A reader sent me his bank statement last month. He asked me to find “the leaks”.

I found $340 a month in active subscriptions. He’d used two of them in the last 60 days.

The rest: three streaming services he forgot about, a meditation app he opened twice, a cloud storage plan he didn’t need, a fitness app auto-renewed from a January resolution, a premium news site he read once.

This is not laziness. It’s design.

This has a name. It’s called forced continuity. The industry term is literally that. Subscriptions are engineered so cancelling is harder than signing up, so bills come out of cards not direct debits where you’d notice them, and so price increases happen quietly between billing cycles.

A 2024 study found that 28% of Netflix subscribers in the US are paying for the service but not actually using it.

Not cancelling. Not pausing. Just paying. Every month.

Netflix isn't unique here. The same study found Disney+ at 27.6% and Amazon Prime Video at 26%. Across the board, roughly one in four people paying for a streaming service aren't watching it.

This isn't a Netflix problem. It's a decision problem.

The subscription felt fine when you signed up. It still feels fine every month because $15 doesn't hurt enough to act on. But $15 a month is $180 a year. Times three services you don't use: $540 gone on autopilot.

Rule
If you haven’t used a subscription in 30 days, cancel it. You can always resubscribe. That’s the whole point of subscriptions.

Action for this week
Open your bank app. Filter the last 30 days by recurring charges. List every subscription. Cancel the ones you can’t remember using this month.

Know someone paying for apps they don’t use? Forward this.

P.S. The average person finds $180 a month in dead subscriptions when they actually check. That’s $2,160 a year. For nothing.

Decide Your Money
Not how much you earn. How well you decide.

Decide Your Money Educational content only. Not financial advice. Decide Your Money is not a licensed financial adviser. Speak with a qualified professional before making financial decisions.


ABOUT THIS EXERCISE: In the entries below, every line that contains "chief" must be located and copied.

(Dataset listings of figures)

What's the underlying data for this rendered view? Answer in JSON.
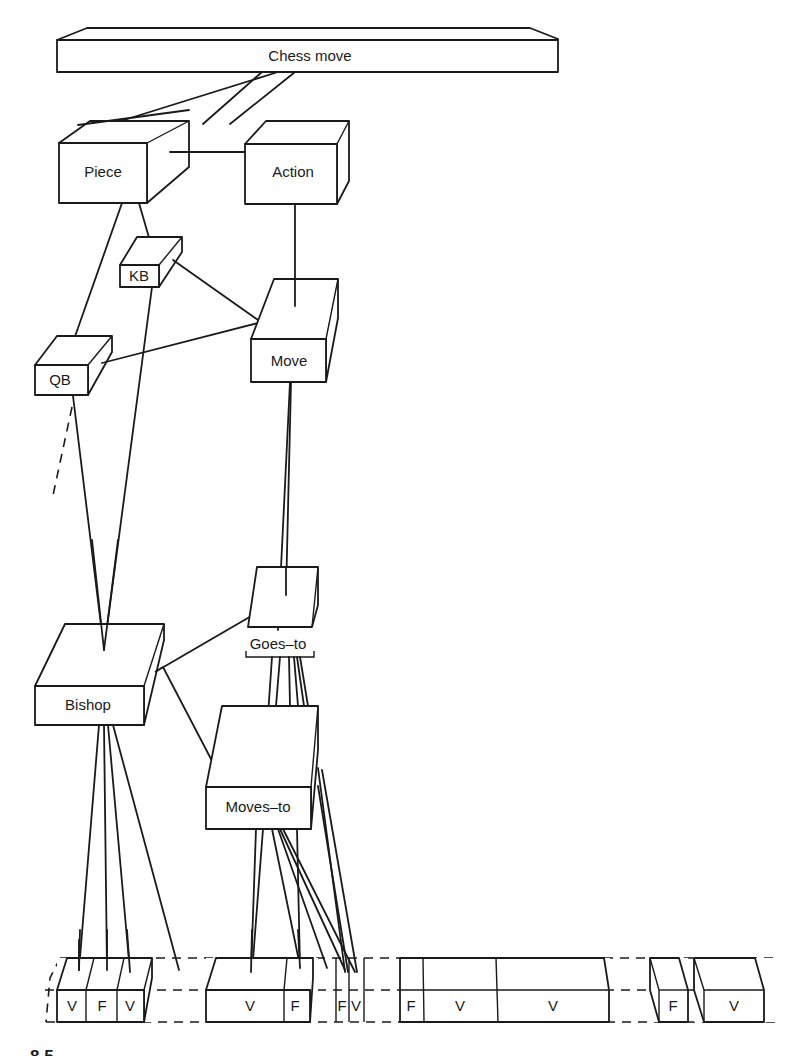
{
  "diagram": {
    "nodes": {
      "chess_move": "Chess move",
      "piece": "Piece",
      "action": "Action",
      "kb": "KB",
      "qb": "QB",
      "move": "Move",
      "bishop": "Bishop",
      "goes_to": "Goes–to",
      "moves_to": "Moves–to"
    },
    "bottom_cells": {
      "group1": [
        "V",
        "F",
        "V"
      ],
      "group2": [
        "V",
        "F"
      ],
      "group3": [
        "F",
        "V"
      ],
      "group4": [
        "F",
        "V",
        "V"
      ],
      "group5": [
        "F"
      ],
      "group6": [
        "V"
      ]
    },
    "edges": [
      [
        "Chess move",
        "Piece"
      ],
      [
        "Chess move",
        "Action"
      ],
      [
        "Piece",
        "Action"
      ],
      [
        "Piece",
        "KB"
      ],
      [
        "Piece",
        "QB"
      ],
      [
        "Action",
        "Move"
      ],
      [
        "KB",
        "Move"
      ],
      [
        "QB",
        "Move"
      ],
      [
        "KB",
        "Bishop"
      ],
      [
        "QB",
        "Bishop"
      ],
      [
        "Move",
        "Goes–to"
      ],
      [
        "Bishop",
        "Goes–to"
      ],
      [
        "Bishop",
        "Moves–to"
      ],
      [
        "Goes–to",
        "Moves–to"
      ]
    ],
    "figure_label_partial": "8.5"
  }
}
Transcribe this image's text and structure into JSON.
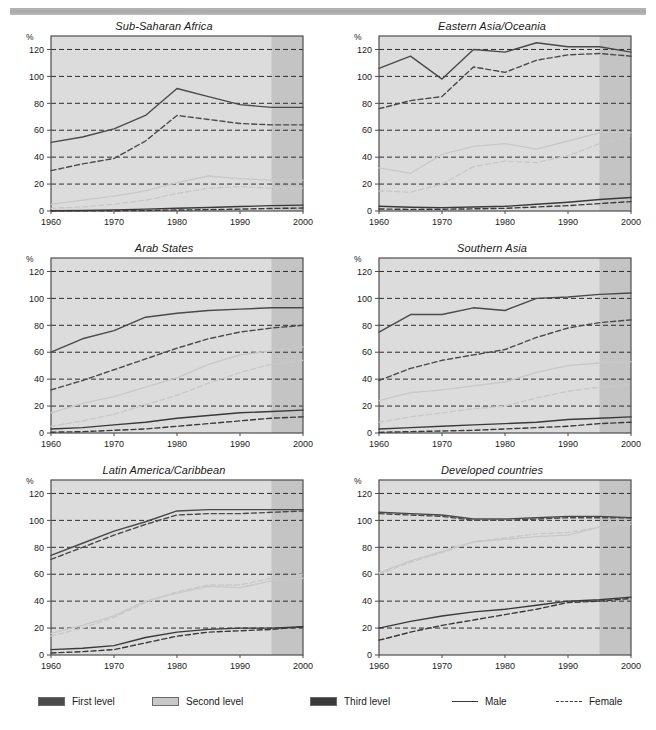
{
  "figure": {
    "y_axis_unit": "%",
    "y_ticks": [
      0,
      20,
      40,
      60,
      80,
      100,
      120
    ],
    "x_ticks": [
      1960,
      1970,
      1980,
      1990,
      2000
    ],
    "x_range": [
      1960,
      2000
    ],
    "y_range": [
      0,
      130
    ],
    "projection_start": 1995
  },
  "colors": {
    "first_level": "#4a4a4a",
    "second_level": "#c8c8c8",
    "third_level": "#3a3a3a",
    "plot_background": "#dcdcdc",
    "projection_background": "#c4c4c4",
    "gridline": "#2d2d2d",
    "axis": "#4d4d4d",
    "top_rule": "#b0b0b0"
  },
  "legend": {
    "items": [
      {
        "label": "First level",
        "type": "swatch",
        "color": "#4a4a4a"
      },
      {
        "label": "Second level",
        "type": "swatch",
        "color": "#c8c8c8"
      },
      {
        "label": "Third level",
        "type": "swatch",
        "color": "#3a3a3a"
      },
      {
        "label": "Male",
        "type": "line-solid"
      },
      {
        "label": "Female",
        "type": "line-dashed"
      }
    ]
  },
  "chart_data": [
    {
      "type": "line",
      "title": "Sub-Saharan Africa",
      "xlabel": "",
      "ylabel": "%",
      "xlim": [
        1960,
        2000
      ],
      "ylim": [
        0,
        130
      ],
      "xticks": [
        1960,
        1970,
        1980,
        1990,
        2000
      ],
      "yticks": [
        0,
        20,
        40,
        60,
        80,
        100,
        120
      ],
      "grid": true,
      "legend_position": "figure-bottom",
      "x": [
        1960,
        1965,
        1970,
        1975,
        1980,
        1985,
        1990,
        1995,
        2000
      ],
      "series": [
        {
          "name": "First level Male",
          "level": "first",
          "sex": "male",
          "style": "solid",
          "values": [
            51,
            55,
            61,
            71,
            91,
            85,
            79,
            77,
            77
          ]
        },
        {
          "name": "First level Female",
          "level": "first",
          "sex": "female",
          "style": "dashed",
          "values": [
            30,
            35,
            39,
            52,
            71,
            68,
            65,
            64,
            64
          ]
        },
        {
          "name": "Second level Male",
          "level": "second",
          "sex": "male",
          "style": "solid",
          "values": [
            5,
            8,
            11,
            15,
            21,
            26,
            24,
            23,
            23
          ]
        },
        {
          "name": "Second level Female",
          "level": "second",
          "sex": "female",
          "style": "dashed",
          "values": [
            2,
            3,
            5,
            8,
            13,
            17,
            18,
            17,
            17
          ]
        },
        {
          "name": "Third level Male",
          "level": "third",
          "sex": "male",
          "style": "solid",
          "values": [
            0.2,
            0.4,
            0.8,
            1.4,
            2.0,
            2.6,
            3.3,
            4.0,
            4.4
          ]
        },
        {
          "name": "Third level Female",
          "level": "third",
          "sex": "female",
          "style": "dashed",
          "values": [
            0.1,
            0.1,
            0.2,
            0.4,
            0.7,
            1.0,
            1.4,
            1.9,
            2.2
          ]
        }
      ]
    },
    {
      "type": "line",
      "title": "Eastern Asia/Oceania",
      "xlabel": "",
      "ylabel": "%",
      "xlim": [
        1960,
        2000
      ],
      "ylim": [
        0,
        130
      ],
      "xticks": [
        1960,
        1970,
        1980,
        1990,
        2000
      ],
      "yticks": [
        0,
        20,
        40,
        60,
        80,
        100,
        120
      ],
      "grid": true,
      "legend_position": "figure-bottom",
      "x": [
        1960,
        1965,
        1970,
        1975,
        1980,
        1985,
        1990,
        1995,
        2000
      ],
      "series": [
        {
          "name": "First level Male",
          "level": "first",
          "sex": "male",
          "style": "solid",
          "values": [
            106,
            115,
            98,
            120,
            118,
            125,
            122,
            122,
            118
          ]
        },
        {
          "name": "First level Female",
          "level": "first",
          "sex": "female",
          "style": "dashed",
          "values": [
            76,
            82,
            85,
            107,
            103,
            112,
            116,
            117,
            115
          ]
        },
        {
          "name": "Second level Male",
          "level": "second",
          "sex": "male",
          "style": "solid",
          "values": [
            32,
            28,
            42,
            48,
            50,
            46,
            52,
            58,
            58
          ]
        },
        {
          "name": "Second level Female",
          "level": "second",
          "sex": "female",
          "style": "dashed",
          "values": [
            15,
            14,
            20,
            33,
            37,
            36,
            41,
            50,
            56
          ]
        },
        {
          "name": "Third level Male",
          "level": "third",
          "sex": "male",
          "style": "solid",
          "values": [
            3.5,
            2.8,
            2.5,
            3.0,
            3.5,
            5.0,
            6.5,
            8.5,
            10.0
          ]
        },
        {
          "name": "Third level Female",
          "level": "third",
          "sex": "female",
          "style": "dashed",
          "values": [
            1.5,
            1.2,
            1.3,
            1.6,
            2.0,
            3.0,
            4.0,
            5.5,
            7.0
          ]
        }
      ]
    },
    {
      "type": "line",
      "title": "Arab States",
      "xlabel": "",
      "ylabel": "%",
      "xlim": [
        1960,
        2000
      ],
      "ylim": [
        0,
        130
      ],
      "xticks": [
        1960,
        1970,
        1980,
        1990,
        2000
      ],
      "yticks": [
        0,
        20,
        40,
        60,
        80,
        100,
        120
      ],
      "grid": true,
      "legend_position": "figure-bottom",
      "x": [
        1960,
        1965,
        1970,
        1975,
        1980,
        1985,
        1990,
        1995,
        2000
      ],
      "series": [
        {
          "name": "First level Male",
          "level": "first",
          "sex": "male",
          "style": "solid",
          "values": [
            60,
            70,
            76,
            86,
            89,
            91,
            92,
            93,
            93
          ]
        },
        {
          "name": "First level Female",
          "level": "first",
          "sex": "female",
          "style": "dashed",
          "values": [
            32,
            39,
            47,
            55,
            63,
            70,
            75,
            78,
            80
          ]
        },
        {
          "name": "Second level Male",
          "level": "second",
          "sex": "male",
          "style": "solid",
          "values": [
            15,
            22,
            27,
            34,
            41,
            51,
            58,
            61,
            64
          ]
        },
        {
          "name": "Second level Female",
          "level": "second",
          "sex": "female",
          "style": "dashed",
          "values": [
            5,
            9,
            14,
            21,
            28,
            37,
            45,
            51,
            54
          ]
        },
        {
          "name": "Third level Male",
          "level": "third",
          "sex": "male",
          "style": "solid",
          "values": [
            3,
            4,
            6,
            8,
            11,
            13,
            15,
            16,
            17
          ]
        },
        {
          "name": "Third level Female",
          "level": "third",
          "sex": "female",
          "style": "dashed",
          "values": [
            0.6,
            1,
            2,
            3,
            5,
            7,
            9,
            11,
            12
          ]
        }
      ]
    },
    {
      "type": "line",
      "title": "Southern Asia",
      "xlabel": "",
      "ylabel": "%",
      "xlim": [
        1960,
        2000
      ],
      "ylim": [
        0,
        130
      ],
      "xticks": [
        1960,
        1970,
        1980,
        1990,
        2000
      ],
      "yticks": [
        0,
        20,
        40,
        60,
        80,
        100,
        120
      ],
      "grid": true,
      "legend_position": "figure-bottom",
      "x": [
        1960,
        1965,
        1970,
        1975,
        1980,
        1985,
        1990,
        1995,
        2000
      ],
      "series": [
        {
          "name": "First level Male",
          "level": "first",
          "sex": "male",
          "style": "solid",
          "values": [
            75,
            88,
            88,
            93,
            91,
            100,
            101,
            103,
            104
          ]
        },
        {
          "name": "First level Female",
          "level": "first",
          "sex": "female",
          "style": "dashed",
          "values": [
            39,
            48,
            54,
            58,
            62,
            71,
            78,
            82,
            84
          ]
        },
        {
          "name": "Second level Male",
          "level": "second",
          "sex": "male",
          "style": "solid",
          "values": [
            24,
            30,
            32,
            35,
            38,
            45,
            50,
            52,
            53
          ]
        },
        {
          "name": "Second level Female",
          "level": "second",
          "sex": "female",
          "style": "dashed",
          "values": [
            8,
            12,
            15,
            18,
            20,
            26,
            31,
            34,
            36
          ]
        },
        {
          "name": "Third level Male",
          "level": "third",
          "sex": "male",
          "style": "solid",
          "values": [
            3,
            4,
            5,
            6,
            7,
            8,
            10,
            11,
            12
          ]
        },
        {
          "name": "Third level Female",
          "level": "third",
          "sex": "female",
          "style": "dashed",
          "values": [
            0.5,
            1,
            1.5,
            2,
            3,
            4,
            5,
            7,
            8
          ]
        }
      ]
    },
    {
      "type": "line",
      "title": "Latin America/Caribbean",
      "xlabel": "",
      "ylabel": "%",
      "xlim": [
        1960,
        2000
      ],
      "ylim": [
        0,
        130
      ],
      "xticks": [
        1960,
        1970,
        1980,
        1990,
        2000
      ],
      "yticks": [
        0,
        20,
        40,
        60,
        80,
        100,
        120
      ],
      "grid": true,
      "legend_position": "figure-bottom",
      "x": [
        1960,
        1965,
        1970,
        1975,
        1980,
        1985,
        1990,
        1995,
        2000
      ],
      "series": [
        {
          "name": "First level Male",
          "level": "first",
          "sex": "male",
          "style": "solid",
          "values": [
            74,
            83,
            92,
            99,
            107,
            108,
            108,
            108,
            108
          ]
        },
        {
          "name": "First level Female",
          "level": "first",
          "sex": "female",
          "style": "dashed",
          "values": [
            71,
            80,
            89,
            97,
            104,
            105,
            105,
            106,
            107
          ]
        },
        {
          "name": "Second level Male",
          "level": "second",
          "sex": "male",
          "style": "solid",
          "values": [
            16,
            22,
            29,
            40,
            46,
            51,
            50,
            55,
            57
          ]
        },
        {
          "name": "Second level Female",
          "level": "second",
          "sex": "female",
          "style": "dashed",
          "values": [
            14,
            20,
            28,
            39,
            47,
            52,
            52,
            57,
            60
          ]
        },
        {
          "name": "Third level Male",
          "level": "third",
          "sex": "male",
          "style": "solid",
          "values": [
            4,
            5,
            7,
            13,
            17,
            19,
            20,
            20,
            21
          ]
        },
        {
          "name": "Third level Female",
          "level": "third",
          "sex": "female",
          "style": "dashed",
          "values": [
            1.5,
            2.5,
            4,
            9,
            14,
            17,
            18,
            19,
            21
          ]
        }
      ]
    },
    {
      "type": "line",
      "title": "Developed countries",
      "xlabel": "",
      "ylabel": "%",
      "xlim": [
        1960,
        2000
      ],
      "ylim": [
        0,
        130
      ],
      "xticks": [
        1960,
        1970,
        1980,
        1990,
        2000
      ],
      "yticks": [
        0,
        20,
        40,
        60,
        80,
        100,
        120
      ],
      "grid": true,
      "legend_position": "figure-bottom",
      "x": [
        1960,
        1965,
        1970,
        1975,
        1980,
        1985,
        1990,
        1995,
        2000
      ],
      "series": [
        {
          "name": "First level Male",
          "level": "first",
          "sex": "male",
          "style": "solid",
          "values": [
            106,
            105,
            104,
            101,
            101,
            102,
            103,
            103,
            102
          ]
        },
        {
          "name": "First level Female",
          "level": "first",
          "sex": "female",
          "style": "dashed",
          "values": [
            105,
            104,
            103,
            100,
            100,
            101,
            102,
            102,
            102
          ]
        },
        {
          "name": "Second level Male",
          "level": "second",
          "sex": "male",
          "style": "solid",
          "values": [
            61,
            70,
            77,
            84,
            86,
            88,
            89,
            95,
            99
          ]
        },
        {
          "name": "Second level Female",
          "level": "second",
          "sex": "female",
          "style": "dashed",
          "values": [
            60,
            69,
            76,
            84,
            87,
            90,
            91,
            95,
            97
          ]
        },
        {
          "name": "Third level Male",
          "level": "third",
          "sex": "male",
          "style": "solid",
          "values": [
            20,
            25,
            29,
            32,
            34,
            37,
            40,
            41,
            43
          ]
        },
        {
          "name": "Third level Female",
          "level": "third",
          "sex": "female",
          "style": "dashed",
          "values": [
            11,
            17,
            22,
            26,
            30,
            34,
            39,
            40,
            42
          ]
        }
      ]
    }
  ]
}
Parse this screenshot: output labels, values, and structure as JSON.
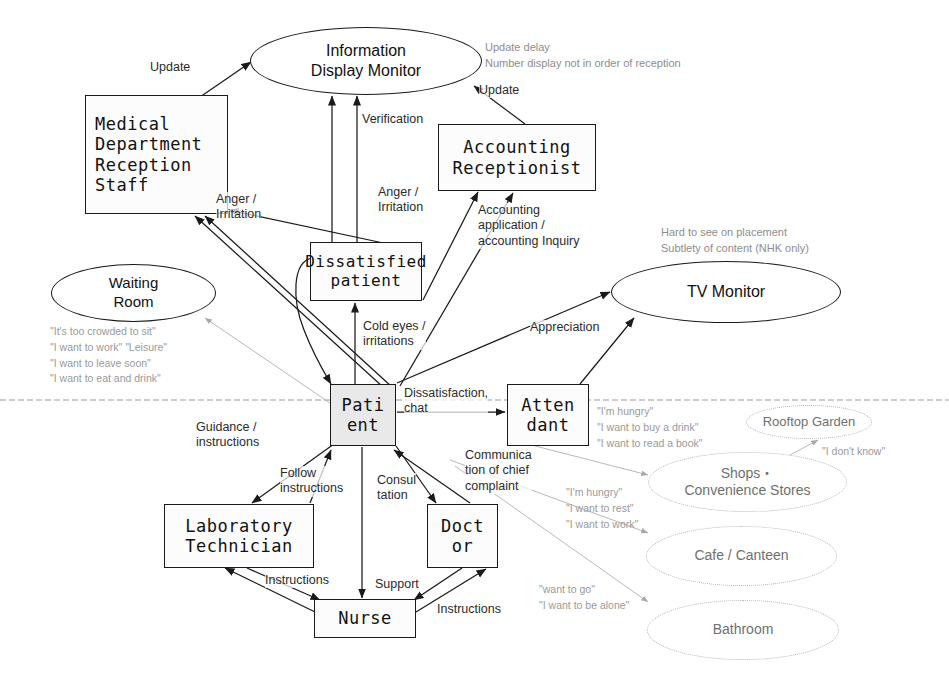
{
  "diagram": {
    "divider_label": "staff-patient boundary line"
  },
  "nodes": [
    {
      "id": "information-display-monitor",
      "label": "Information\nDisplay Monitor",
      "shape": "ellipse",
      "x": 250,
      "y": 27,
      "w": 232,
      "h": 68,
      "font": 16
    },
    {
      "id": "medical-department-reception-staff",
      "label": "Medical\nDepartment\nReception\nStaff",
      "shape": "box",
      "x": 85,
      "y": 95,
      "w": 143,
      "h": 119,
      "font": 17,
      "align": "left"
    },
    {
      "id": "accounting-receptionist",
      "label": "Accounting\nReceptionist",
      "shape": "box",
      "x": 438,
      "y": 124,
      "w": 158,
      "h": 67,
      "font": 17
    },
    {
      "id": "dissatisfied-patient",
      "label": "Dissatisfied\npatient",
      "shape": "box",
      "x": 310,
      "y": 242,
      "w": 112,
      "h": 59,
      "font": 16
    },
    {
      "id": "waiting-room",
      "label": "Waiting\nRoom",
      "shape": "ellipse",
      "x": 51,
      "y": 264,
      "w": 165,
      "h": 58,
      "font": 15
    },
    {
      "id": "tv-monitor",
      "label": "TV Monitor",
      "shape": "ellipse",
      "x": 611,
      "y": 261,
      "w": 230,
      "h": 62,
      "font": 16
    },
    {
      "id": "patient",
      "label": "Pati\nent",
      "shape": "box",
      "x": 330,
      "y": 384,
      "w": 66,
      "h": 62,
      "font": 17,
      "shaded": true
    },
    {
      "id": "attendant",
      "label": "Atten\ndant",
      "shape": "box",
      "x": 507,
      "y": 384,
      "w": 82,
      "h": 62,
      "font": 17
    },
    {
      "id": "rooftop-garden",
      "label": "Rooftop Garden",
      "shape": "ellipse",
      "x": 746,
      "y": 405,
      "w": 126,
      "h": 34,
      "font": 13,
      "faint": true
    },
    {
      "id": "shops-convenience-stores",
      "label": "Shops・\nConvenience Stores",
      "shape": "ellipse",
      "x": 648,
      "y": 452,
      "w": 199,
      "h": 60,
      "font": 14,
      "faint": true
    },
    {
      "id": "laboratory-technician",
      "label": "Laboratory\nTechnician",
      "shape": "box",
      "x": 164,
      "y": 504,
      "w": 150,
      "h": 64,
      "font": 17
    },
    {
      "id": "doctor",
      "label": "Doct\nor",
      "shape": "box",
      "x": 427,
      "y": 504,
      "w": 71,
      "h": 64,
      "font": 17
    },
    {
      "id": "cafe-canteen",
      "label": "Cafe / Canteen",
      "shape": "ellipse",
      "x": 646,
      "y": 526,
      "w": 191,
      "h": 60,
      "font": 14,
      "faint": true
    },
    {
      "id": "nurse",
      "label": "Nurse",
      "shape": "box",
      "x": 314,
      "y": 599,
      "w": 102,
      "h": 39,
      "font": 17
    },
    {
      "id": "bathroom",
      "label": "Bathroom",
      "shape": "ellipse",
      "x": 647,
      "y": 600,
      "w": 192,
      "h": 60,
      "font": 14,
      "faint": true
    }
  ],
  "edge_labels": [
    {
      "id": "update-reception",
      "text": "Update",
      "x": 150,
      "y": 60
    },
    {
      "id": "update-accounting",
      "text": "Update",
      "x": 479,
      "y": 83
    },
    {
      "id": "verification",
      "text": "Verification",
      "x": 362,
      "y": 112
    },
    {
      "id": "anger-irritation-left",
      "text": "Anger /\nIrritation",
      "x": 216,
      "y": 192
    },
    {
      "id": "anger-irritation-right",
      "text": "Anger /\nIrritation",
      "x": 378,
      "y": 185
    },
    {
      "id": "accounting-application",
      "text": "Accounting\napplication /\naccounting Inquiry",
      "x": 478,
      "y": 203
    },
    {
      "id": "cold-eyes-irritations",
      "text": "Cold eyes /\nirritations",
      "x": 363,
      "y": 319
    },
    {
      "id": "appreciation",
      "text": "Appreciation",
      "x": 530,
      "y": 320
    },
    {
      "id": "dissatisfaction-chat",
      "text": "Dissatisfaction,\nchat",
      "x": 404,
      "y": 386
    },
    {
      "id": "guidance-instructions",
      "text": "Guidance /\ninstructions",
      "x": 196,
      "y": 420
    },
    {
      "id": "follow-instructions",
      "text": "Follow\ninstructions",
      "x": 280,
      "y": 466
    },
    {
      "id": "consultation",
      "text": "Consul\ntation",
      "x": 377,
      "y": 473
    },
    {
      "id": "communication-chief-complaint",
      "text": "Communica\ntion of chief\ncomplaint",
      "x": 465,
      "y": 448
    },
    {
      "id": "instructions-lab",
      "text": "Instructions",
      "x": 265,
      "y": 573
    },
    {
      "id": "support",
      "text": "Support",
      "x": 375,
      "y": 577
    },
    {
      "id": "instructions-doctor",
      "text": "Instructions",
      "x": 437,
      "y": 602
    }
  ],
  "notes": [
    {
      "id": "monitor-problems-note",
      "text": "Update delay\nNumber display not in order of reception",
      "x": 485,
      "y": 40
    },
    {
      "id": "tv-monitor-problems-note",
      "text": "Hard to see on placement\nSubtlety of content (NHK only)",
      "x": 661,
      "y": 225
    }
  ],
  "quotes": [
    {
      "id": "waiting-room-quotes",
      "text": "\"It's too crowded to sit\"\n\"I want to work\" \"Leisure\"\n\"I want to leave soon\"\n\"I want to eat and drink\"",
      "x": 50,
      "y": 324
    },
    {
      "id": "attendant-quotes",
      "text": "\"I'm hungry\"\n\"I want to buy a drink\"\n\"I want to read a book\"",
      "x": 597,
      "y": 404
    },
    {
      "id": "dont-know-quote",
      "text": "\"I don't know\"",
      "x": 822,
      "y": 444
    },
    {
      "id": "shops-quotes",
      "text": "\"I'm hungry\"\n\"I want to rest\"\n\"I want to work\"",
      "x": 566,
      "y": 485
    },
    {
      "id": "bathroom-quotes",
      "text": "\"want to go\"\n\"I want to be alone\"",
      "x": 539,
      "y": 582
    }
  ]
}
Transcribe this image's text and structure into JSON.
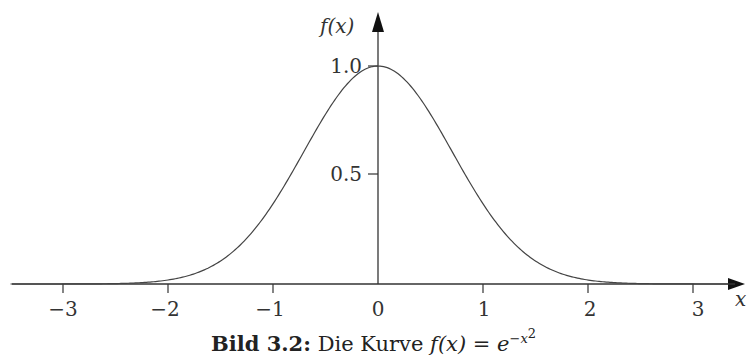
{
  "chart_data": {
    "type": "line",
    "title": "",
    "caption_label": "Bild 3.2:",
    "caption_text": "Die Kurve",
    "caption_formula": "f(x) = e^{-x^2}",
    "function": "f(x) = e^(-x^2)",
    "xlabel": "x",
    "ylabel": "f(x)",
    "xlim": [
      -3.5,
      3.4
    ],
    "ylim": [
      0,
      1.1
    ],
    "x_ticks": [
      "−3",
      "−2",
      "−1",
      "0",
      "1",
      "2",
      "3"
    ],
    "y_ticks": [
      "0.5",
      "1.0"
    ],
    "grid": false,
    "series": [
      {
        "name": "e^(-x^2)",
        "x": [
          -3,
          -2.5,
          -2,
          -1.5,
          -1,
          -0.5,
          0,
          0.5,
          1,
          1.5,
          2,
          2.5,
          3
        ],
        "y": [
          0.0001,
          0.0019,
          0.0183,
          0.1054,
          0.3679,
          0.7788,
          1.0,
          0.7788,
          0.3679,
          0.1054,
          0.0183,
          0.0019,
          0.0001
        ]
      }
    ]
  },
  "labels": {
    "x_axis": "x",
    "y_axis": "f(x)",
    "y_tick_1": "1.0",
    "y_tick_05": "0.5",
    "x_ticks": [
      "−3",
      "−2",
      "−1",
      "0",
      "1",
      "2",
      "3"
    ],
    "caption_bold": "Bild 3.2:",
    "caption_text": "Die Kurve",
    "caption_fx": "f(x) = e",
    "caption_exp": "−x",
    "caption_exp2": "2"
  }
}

RESPONSE AREA:
      "id": "communication-chief-complaint",
      "text": "Communica\ntion of chief\ncomplaint",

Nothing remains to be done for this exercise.